Business leaders have started to raise concerns with the Federal Reserve about potentially damaging effects of tariffs as the trade dispute heats up between the United States and its key economic partners.
While tariffs would directly affected sheer trading volume between the U.S. and countries like China and Mexico, company executives — and Fed officials — are more concerned about possible indirect effects, specifically how souring relations could ultimately change how businesses invest.
According to the central bank's latest meeting minutes, business contacts “expressed concern about the possible adverse effects of tariffs and other proposed trade restrictions, both domestically and abroad, on future investment activity.” Further, they indicated “capital spending had been scaled back or postponed as a result of uncertainty over trade policy.”
The problem is not so much that the current tariff proposals would undermine global gross domestic product in a major way, but that business leaders might opt to forgo capital spending and other investments given the uncertainty surrounding trade deliberations.
"Generally, the plan is on: Gradual increases in rates is still what’s on the table," said Putri Pascualy, managing director and credit strategist at PAAMCO. "The one thing I think is notable is the fact that the risk of trade policy, and specifically tariffs, has been identified as the one key factor that could derail the economic engine. The Fed seems less concerned about the economic impact of the tariffs themselves."
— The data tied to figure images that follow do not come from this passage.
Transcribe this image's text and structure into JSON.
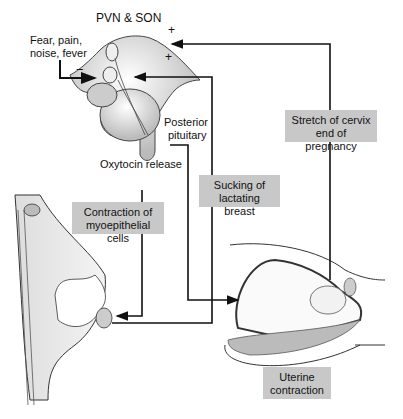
{
  "diagram": {
    "labels": {
      "nuclei": "PVN & SON",
      "inhibitors": [
        "Fear, pain,",
        "noise, fever"
      ],
      "minus": "−",
      "plus_top": "+",
      "plus_bottom": "+",
      "posterior_pituitary": [
        "Posterior",
        "pituitary"
      ],
      "oxytocin_release": "Oxytocin release"
    },
    "boxes": {
      "myoepithelial": [
        "Contraction of",
        "myoepithelial cells"
      ],
      "sucking": [
        "Sucking of",
        "lactating breast"
      ],
      "cervix": [
        "Stretch of cervix",
        "end of pregnancy"
      ],
      "uterine": [
        "Uterine",
        "contraction"
      ]
    },
    "colors": {
      "box_fill": "#c8c8c8",
      "line": "#111111"
    }
  }
}
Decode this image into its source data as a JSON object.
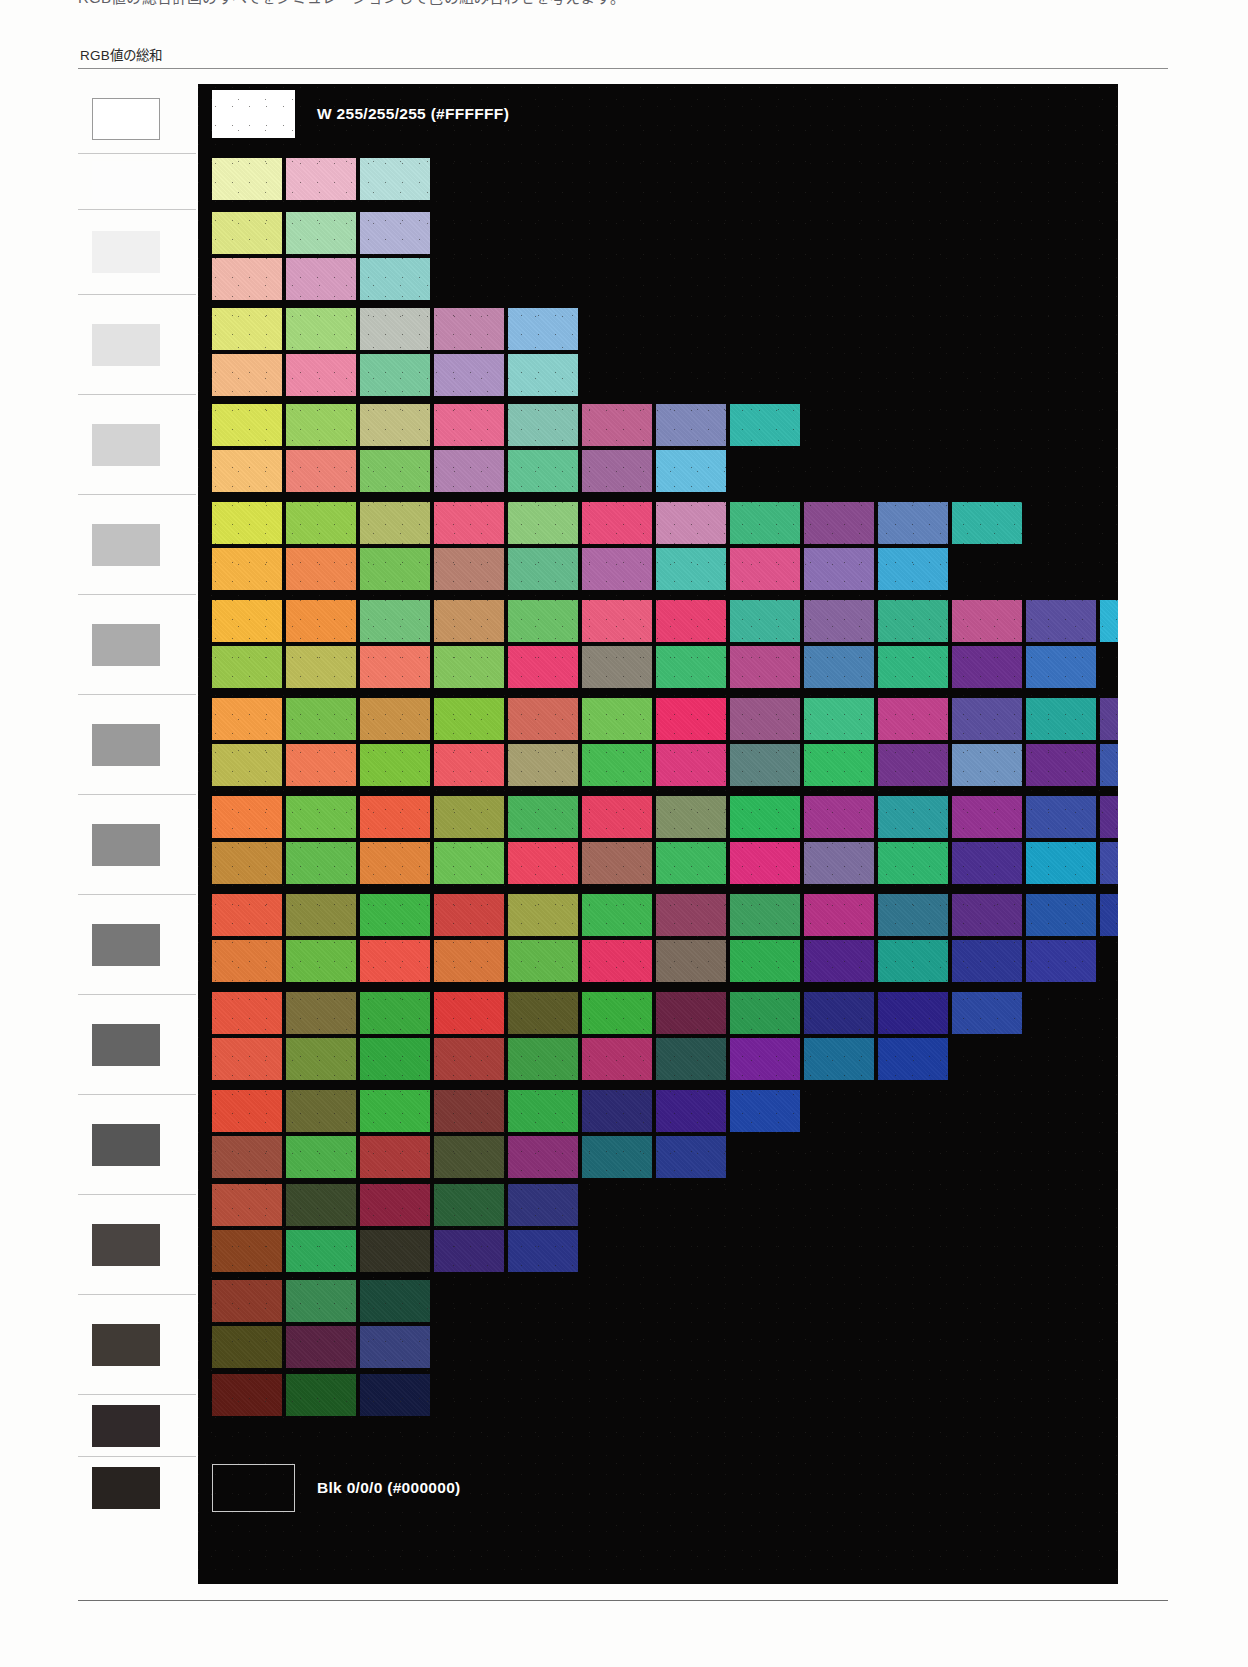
{
  "page": {
    "top_caption": "RGB値の総合計画のすべてをシミュレーションして色の組み合わせを考えます。",
    "column_heading": "RGB値の総和"
  },
  "scale": {
    "rows": [
      {
        "value": "765",
        "chip": "#ffffff",
        "outline": true,
        "height": 70
      },
      {
        "value": "714",
        "chip": "#fdfdfd",
        "outline": false,
        "height": 56
      },
      {
        "value": "663",
        "chip": "#f0f0f0",
        "outline": false,
        "height": 85
      },
      {
        "value": "612",
        "chip": "#e2e2e2",
        "outline": false,
        "height": 100
      },
      {
        "value": "561",
        "chip": "#d3d3d3",
        "outline": false,
        "height": 100
      },
      {
        "value": "510",
        "chip": "#c1c1c1",
        "outline": false,
        "height": 100
      },
      {
        "value": "459",
        "chip": "#ababab",
        "outline": false,
        "height": 100
      },
      {
        "value": "408",
        "chip": "#9a9a9a",
        "outline": false,
        "height": 100
      },
      {
        "value": "357",
        "chip": "#8d8d8d",
        "outline": false,
        "height": 100
      },
      {
        "value": "306",
        "chip": "#777777",
        "outline": false,
        "height": 100
      },
      {
        "value": "255",
        "chip": "#646464",
        "outline": false,
        "height": 100
      },
      {
        "value": "204",
        "chip": "#565656",
        "outline": false,
        "height": 100
      },
      {
        "value": "153",
        "chip": "#494441",
        "outline": false,
        "height": 100
      },
      {
        "value": "102",
        "chip": "#403a35",
        "outline": false,
        "height": 100
      },
      {
        "value": "51",
        "chip": "#30292a",
        "outline": false,
        "height": 62
      },
      {
        "value": "0",
        "chip": "#282320",
        "outline": false,
        "height": 62
      }
    ]
  },
  "chart_data": {
    "type": "table",
    "title": "RGB値の総和",
    "xlabel": "",
    "ylabel": "RGB値の総和",
    "white_label": "W  255/255/255 (#FFFFFF)",
    "black_label": "Blk  0/0/0 (#000000)",
    "bands": [
      {
        "sum": 765,
        "top": 6,
        "rows": [
          []
        ],
        "special": "white"
      },
      {
        "sum": 714,
        "top": 74,
        "rows": [
          [
            "#eff5b5",
            "#efb8cc",
            "#b6e0dc"
          ]
        ]
      },
      {
        "sum": 663,
        "top": 128,
        "rows": [
          [
            "#dfe887",
            "#a7dcaf",
            "#b3b4d8"
          ],
          [
            "#f3b9ad",
            "#d89cc0",
            "#8fd2cd"
          ]
        ]
      },
      {
        "sum": 612,
        "top": 224,
        "rows": [
          [
            "#e2e878",
            "#a4d97c",
            "#bfc4bb",
            "#c387ae",
            "#89bbe3"
          ],
          [
            "#f6bb87",
            "#ef8aa9",
            "#79c99d",
            "#ae93c5",
            "#8bd2cd"
          ]
        ]
      },
      {
        "sum": 561,
        "top": 320,
        "rows": [
          [
            "#dbe556",
            "#9ad161",
            "#c3c185",
            "#ea6b93",
            "#85c4b3",
            "#c16391",
            "#8089bb",
            "#33b8ab"
          ],
          [
            "#f9c274",
            "#ef8478",
            "#7ec664",
            "#b383b3",
            "#63c494",
            "#a0699d",
            "#67c0e2"
          ]
        ]
      },
      {
        "sum": 510,
        "top": 418,
        "rows": [
          [
            "#d9e34b",
            "#94cd4c",
            "#b4bc6a",
            "#ee5f80",
            "#8fcc7c",
            "#eb4d7c",
            "#cc8ab4",
            "#40b87f",
            "#8a4b8f",
            "#6283bc",
            "#32b5a5"
          ],
          [
            "#f8b544",
            "#f2894e",
            "#76c257",
            "#b88171",
            "#65bb8d",
            "#b069a7",
            "#4fc1b2",
            "#e0548d",
            "#8c70b5",
            "#3eabd8"
          ]
        ]
      },
      {
        "sum": 459,
        "top": 516,
        "rows": [
          [
            "#f9b93c",
            "#f4933e",
            "#72c27b",
            "#c79461",
            "#6cc168",
            "#ec5e80",
            "#ea4072",
            "#3fb59b",
            "#88659f",
            "#37b28b",
            "#c05590",
            "#5b4fa0",
            "#2db6d7"
          ],
          [
            "#9ac84b",
            "#bdbd59",
            "#f37a67",
            "#85c65e",
            "#ed4174",
            "#8b8577",
            "#3fbc71",
            "#b74d8d",
            "#4b82b4",
            "#31b881",
            "#6b2f8e",
            "#3a72c0"
          ]
        ]
      },
      {
        "sum": 408,
        "top": 614,
        "rows": [
          [
            "#f79f45",
            "#76c04c",
            "#cb9347",
            "#85c63c",
            "#d36a5b",
            "#73c455",
            "#ef2f6a",
            "#9a5789",
            "#3fbf86",
            "#c2428d",
            "#5b4f9e",
            "#25a89c",
            "#5b3f92",
            "#3777c7"
          ],
          [
            "#bdbb52",
            "#f37a55",
            "#7dc53b",
            "#f05b65",
            "#a8a071",
            "#47bc52",
            "#de3b7f",
            "#5d8380",
            "#33bd63",
            "#73348d",
            "#7195c2",
            "#6b2d8c",
            "#3b56ab"
          ]
        ]
      },
      {
        "sum": 357,
        "top": 712,
        "rows": [
          [
            "#f68140",
            "#70c24a",
            "#f05f41",
            "#97a045",
            "#49b45b",
            "#e94265",
            "#819267",
            "#2cb95b",
            "#a23790",
            "#2b9da0",
            "#953292",
            "#3a4fa6",
            "#5a2d8b",
            "#3a5fbc"
          ],
          [
            "#c48c3b",
            "#63bc4e",
            "#e2853c",
            "#6cc254",
            "#ef4662",
            "#a2695c",
            "#3eb95f",
            "#e02f7f",
            "#7d6e9f",
            "#2fb76f",
            "#4c2f91",
            "#1aa2c7",
            "#3e4aa6"
          ]
        ]
      },
      {
        "sum": 306,
        "top": 810,
        "rows": [
          [
            "#ea5d42",
            "#8b8c3f",
            "#3fb646",
            "#cf4541",
            "#9fa548",
            "#3fb651",
            "#914262",
            "#3e9f5f",
            "#b63286",
            "#31758e",
            "#5c2e87",
            "#2656a9",
            "#283d9b"
          ],
          [
            "#e17b3b",
            "#69bb44",
            "#f05549",
            "#d9773c",
            "#62b74a",
            "#e83566",
            "#7c6c5e",
            "#2fae50",
            "#52238b",
            "#1e9f8d",
            "#2e3694",
            "#34389d"
          ]
        ]
      },
      {
        "sum": 255,
        "top": 908,
        "rows": [
          [
            "#e85640",
            "#7c703c",
            "#3aaa3e",
            "#e03b3a",
            "#5c5b28",
            "#39af3d",
            "#6b2445",
            "#2c9a50",
            "#2a2a80",
            "#2d2188",
            "#2c48a2"
          ],
          [
            "#e45b45",
            "#73923a",
            "#31a83f",
            "#a83f3a",
            "#3f9c45",
            "#b2336c",
            "#28544f",
            "#76229a",
            "#1c6d97",
            "#1d3da0"
          ]
        ]
      },
      {
        "sum": 204,
        "top": 1006,
        "rows": [
          [
            "#e44c36",
            "#6a6b33",
            "#3bb341",
            "#7c3834",
            "#34aa47",
            "#2d2a72",
            "#3d1f86",
            "#2046a8"
          ],
          [
            "#9b4e3e",
            "#4db04a",
            "#ac3a3a",
            "#4a5231",
            "#8a3076",
            "#1f6974",
            "#2a3b8f"
          ]
        ]
      },
      {
        "sum": 153,
        "top": 1100,
        "rows": [
          [
            "#b64f3c",
            "#3b4a2b",
            "#8c2240",
            "#2a6138",
            "#31347b",
            "",
            ""
          ],
          [
            "#8a4420",
            "#2fa95a",
            "#333225",
            "#3b2774",
            "#2b3489"
          ]
        ]
      },
      {
        "sum": 102,
        "top": 1196,
        "rows": [
          [
            "#8d3a2a",
            "#3a8a52",
            "#1b4a3a"
          ],
          [
            "#4f4c1c",
            "#5a2344",
            "#39427e"
          ]
        ]
      },
      {
        "sum": 51,
        "top": 1290,
        "rows": [
          [
            "#601c16",
            "#1d5a22",
            "#131a40"
          ]
        ]
      },
      {
        "sum": 0,
        "top": 1380,
        "rows": [
          []
        ],
        "special": "black"
      }
    ]
  }
}
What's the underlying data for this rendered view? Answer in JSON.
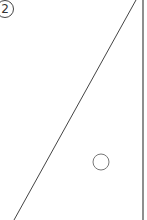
{
  "figure": {
    "label": "2",
    "colors": {
      "stroke": "#444444",
      "circle_stroke": "#777777",
      "background": "#ffffff"
    },
    "lines": {
      "hypotenuse": {
        "x1": 136,
        "y1": 0,
        "x2": 14,
        "y2": 220
      },
      "vertical_side": {
        "x1": 143,
        "y1": 0,
        "x2": 143,
        "y2": 220
      }
    },
    "circle": {
      "cx": 101,
      "cy": 162,
      "r": 8
    }
  }
}
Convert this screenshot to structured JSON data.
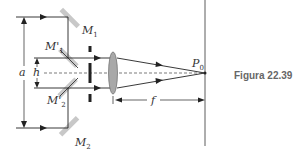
{
  "figure": {
    "caption": "Figura 22.39",
    "labels": {
      "a": "a",
      "h": "h",
      "f": "f",
      "M1": "M",
      "M1_sub": "1",
      "M1p": "M'",
      "M1p_sub": "1",
      "M2p": "M'",
      "M2p_sub": "2",
      "M2": "M",
      "M2_sub": "2",
      "P0": "P",
      "P0_sub": "0"
    },
    "colors": {
      "line": "#222222",
      "mirror": "#c8c8c8",
      "lens": "#a8a8a8",
      "caption": "#666666"
    }
  }
}
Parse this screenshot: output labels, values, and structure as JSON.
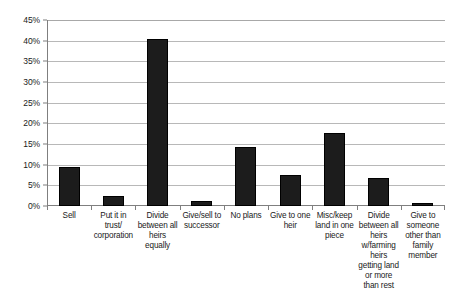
{
  "chart_data": {
    "type": "bar",
    "title": "",
    "xlabel": "",
    "ylabel": "",
    "ylim": [
      0,
      45
    ],
    "grid": true,
    "legend": "none",
    "orientation": "vertical",
    "bar_color": "#1c1c1c",
    "axis_color": "#7f7f7f",
    "gridline_color": "#b8b8b8",
    "y_tick_labels": [
      "45%",
      "40%",
      "35%",
      "30%",
      "25%",
      "20%",
      "15%",
      "10%",
      "5%",
      "0%"
    ],
    "y_tick_values": [
      45,
      40,
      35,
      30,
      25,
      20,
      15,
      10,
      5,
      0
    ],
    "categories": [
      "Sell",
      "Put it in trust/ corporation",
      "Divide between all heirs equally",
      "Give/sell to successor",
      "No plans",
      "Give to one heir",
      "Misc/keep land in one piece",
      "Divide between all heirs w/farming heirs getting land or more than rest",
      "Give to someone other than family member"
    ],
    "values": [
      9.5,
      2.5,
      40.3,
      1.2,
      14.3,
      7.4,
      17.6,
      6.8,
      0.8
    ],
    "bars": [
      {
        "label": "Sell",
        "value": 9.5
      },
      {
        "label": "Put it in trust/ corporation",
        "value": 2.5
      },
      {
        "label": "Divide between all heirs equally",
        "value": 40.3
      },
      {
        "label": "Give/sell to successor",
        "value": 1.2
      },
      {
        "label": "No plans",
        "value": 14.3
      },
      {
        "label": "Give to one heir",
        "value": 7.4
      },
      {
        "label": "Misc/keep land in one piece",
        "value": 17.6
      },
      {
        "label": "Divide between all heirs w/farming heirs getting land or more than rest",
        "value": 6.8
      },
      {
        "label": "Give to someone other than family member",
        "value": 0.8
      }
    ]
  }
}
"What is potentially important is the impact on confidence," Pascualy added. "It could change peoples or business’ plans on investment."
Such a widespread shift could be so significant as to hamstring such of the positive impact derived from last year's tax cuts and federal spending.
“Most participants noted that uncertainty and risks associated with trade policy had intensified and were concerned that such uncertainty and risks eventually could have negative effects on business sentiment and investment spending,” the Fed minutes continued. Members saw fiscal policy – last year’s tax cuts as well as increased spending plans – as “supportive of economic growth” and posing “upside risks,” though a few worried that it is unsustainable.
"The implications [of an escalating trade war] will surely be much further reaching," said Ian Lyngen, head of U.S. rate strategy at BMO Capital Markets. "The knee jerk market reaction will likely be to the severity or lack thereof in China’s response, however the longer-term fundamental fallout on global demand/inflation remains our primary concern. Higher input costs are already flowing through to U.S. producers, and beginning Friday the additional $34 billion of goods that will now be subject to tariffs will further exacerbate the pain felt as a result of the protectionist measures."
—CNBC's Jeff Cox contributed to this report.